Alaska property owners have paid more than four times as much in premiums than they received back in claims under the National Flood Insurance Program going back to 1980.
“It’s kind of ugly,” Lori Wing-Heier, the state’s insurance division director, told legislators this spring. “We don’t have the storms they get in Texas or Louisiana.”
The nationwide program, which is voluntary for states and communities, has been around for more than half a century. It pools together property owners from all the states and territories, much like group health insurance programs take in high-risk people, with low-risk, healthy people subsidizing care for those who have more claims.
“We’re subsidizing the coastal states in the Lower 48,” said Sitka Sen. Bert Stedman, sponsor of Senate Bill 180, which would establish a state-operated Alaska flood insurance program as an alternative to the national program. “We’ve been looking at creating our own program.”
An Alaska Department of Commerce report in October 2019 showed that Alaska property owners paid $43.1 million in premiums to the federal program 1980 through 2017, receiving $9.7 million in payments on claims. The only states with even lower returns on their premiums were Wyoming, Utah and Montana.
“Our flood premiums are horrendous,” Wing-Heier told lawmakers at a Senate Labor and Commerce Committee hearing on March 25.
“Everybody that has a mortgage … and it’s federally insured, they require flood insurance,” Stedman said at the same committee hearing. Insurance is mandatory for property in high-risk areas, as determined by flood maps, whether the mortgage is federally insured or held by a federally regulated lender.
Private flood insurance may be available for some properties, but the cost can be significantly higher than the federal program.
The average federal premium on a single-family home in a high-risk flood zone in Alaska was $1,111 a year, according to the Commerce Department’s 2019 report, with the average even higher, at $1,328, for 141 property owners in the program in the Matanuska-Susitna Borough.
It’s not an issue in Wrangell, which pulled out of the national program about 40 years ago, said Carol Rushmore, the borough’s planning and zoning director.
“Our flood hazard zone is (only) the shoreline,” not rivers or flood plains, and only a couple of residences ever showed up on flood maps, she said.
Stedman has been looking for a better solution than sending millions of dollars out of state for insurance coverage that is not used much. “We’ve been building on the waterfront (in Alaska) forever,” he said, and a state insurance authority should be able to manage and insure property risks separate from the federal program.
The Labor and Commerce Committee moved the bill on April 18, sending it to the Finance Committee. But with a lot of regulatory and financial questions to answer in trying to set up a new insurance pool, the bill is not headed toward passage before the Legislature’s May 18 adjournment deadline.
Wing-Heier said her division would continue working on the bill before the next legislative session. Setting up and funding the state insurance program would cost millions of dollars.
The Senate Finance Committee, which Stedman co-chairs, has added intent language to the budget that directs the Department of Commerce to submit a report by Dec. 20, listing how much property owners in each participating community have paid into the federal program in premiums since 1980, and how much the program has paid out in claims in each community.
Legislative intent language does not have the force of law, and is often used to provide direction, not requirements, to state agencies.
A national property insurance association, a trade group for commercial insurance agencies, sent in written testimony against the bill in the Labor and Commerce Committee. “This type of program does NOT exist currently in ANY state,” the trade group wrote.
The financial risk to the state and the cost to property insurers doing business in Alaska would be excessive and are better handled under the federal program that spreads the costs nationwide, the trade group said.
The National Flood Insurance Program’s authority to operate expires in September, unless renewed by Congress. Similar deadlines and risk of shutdowns are common for the expensive program, which Wing-Heier called “a political football.”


_WHAT YOU SHOULD DO_: Each line from the one holding "Describe the element at coordinates (896, 257)" to the last line below must be written out exactly, with no other output.

_ENTRIES PROVIDED_:
================

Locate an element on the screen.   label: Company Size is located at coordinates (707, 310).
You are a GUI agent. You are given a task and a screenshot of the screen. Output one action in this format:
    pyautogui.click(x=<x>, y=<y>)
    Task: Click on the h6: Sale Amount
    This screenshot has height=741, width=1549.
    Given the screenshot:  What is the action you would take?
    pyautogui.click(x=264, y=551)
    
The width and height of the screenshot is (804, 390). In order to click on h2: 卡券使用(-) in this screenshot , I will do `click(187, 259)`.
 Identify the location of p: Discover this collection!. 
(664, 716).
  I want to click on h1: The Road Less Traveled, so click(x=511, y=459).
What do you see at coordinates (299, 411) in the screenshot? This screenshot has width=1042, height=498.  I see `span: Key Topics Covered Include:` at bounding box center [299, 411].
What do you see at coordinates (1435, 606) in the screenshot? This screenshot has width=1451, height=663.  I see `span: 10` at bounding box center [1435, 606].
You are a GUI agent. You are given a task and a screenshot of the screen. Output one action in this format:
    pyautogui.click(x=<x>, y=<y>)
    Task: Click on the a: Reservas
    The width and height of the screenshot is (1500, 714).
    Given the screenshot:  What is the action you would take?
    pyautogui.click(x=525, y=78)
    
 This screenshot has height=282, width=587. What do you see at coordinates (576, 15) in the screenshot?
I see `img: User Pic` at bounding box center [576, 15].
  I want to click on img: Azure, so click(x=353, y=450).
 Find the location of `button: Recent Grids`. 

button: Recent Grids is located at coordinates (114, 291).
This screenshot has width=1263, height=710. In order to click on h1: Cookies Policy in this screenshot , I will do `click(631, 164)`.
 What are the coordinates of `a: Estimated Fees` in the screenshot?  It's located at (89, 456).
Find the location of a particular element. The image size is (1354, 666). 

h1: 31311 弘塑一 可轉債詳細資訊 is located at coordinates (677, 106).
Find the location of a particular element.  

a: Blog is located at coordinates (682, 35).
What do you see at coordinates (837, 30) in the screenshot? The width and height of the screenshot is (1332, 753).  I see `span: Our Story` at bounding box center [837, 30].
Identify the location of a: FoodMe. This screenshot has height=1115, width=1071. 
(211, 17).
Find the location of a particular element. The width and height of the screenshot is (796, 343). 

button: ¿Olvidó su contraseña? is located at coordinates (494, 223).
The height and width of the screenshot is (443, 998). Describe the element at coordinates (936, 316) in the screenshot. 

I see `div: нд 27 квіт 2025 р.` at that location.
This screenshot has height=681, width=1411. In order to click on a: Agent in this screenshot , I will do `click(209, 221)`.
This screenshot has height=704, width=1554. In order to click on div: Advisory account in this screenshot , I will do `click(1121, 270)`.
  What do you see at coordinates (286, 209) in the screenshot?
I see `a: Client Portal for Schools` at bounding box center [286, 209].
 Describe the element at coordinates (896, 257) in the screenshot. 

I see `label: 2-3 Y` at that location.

================

_ANSWER FOR THE TASK_:
 Describe the element at coordinates (896, 257) in the screenshot. 

I see `label: 2-3 Y` at that location.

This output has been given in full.